When people use the expression “bunker mentality,” they're trying to say you've turned your back on the world. They're trying to say you think everybody's out to get you. And it's true, this was the mentality that had built the bunker, and this was the mentality that had caused the series of events that put her, an unprepared sort of person, down there. But once you're actually in the bunker, your state of mind is completely different. You want nothing more than to get out. You want nothing more than to face the world, and give it one more chance. That is the one thing you want, and that is the one thing you can't have.
Once you've accepted the situation, though, you can live in the bunker for a very long time at least, until your food and water runs out. Your mind may play tricks on you, but that's all it is. Humans are wired to need other humans, which may be part of the problem.
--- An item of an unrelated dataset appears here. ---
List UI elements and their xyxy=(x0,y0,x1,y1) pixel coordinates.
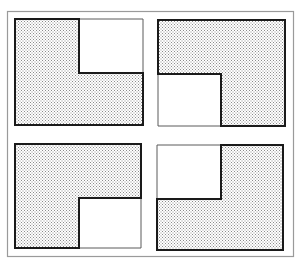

Other humans take advantage of that sometimes.
She thought about writing a manual about living in a bunker, now that she had been doing it for some time, but she realized that everybody who would ever need it was already living in a bunker. So instead, and to drown out the shouts and the pounding on the door by the men she was sure were not there, she put on a little country music and lowered the recliner.
Janet Sarbanes teaches in the School of Critical Studies at the California Institute of the Arts, which houses an MFA Writing Program dedicated to hybrid and experimental forms. She has published short fiction, cultural criticism, and more recently, hybrids of the two. She is currently completing a collection entitled Army of One.